Are Computers Killing Our Culture?

From How Computers Are Killing Our Culture:

Whether your desire to have a clean, perfect document is pathological or simply a result of the way you want to present yourself to the world, we are eliminating some of our finest work when we edit ourselves online, on the computer screen, in our writing programs.

For me, at least, the issue is that my thoughts can come and go so quickly that I can't even get them out on the page (virtual or otherwise) before they disappear into the ether. It's even worse when I try to write stuff out longhand, which is only legible to myself, and even then, only barely.

On the other hand, I know I can obsess over my words. Even a 140 character tweet can sometimes take an eternity for me to write. And I know the minute I hit the post button, the information is out there, in the ether, indexed, and searchable nearly instantaneously. Even if I decide to delete the post, someone can screenshot it and reshare it without my knowledge or consent. Further, I have no control over it.

At least with a piece of paper, you can destroy your own work. Obviously it's a bit harder once that piece of paper is part of a larger book that's printed and distributed to a bunch of people, but it's still theoretically possible.

Meanwhile, that searchable, infinitely copyable aspect of computers also makes it possible for culture to spread farther and wider than it could ever do in entirely physical mediums. That doesn’t sound like killing culture to me, but it’s definitely changing it.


* _Task instructions_
Your task is to copy every line of the records below that contains "skull".

------------

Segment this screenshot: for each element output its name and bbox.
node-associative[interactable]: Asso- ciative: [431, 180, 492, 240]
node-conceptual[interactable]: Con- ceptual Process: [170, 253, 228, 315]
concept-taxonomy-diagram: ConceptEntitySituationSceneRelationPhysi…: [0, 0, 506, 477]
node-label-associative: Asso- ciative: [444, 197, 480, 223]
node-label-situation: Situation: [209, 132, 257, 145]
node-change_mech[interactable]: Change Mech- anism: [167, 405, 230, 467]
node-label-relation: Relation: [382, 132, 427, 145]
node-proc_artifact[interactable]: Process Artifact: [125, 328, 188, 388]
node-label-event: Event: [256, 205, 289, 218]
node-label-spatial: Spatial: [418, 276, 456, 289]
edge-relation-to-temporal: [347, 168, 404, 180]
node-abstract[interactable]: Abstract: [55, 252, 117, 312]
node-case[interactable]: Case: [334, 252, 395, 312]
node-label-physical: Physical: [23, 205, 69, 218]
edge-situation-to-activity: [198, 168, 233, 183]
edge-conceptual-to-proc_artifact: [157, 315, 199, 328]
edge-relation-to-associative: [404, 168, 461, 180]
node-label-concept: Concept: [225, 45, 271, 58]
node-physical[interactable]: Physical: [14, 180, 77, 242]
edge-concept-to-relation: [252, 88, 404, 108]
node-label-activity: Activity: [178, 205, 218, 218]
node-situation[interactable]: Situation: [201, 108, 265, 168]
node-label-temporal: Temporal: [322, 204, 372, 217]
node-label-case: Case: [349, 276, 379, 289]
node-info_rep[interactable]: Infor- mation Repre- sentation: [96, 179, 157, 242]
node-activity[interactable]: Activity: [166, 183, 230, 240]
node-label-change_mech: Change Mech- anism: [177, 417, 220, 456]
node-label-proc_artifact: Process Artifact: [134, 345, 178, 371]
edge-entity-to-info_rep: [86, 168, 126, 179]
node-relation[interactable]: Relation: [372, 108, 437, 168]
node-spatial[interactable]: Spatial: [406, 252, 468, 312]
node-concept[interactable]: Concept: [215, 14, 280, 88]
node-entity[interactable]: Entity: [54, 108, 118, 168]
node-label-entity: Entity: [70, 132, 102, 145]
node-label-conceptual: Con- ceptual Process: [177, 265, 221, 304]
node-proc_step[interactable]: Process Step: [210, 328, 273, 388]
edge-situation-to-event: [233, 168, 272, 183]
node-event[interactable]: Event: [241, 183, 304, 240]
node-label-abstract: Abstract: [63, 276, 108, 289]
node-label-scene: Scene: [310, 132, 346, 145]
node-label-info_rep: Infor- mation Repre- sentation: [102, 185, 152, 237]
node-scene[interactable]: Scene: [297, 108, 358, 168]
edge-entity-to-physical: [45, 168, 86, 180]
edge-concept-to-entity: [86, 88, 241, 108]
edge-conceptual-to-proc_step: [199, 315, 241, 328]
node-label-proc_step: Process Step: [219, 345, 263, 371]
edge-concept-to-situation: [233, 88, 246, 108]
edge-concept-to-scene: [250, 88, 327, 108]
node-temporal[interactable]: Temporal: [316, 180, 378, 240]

------------

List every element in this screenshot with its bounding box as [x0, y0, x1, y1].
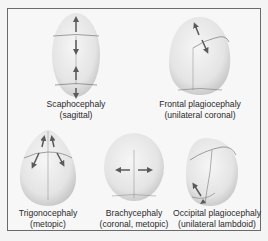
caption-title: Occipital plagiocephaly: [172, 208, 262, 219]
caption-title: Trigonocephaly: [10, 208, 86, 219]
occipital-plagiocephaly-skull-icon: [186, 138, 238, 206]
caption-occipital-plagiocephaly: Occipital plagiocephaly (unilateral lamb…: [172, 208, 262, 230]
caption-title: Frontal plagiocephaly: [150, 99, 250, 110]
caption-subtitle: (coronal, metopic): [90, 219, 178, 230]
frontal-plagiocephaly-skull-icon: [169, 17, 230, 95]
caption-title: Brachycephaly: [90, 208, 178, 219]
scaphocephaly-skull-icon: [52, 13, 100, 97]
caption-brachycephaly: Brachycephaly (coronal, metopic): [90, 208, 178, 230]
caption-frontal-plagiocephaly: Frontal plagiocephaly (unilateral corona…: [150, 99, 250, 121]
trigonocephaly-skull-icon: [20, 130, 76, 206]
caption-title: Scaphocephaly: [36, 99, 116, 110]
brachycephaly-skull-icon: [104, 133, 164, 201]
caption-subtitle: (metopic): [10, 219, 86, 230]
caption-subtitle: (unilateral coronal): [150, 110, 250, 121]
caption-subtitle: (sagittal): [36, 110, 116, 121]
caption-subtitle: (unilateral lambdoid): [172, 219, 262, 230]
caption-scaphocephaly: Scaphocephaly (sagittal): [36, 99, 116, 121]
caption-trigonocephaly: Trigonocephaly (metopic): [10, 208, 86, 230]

------------

* _Exercise solution_
occipital-plagiocephaly-skull-icon: [186, 138, 238, 206]
frontal-plagiocephaly-skull-icon: [169, 17, 230, 95]
scaphocephaly-skull-icon: [52, 13, 100, 97]
trigonocephaly-skull-icon: [20, 130, 76, 206]
brachycephaly-skull-icon: [104, 133, 164, 201]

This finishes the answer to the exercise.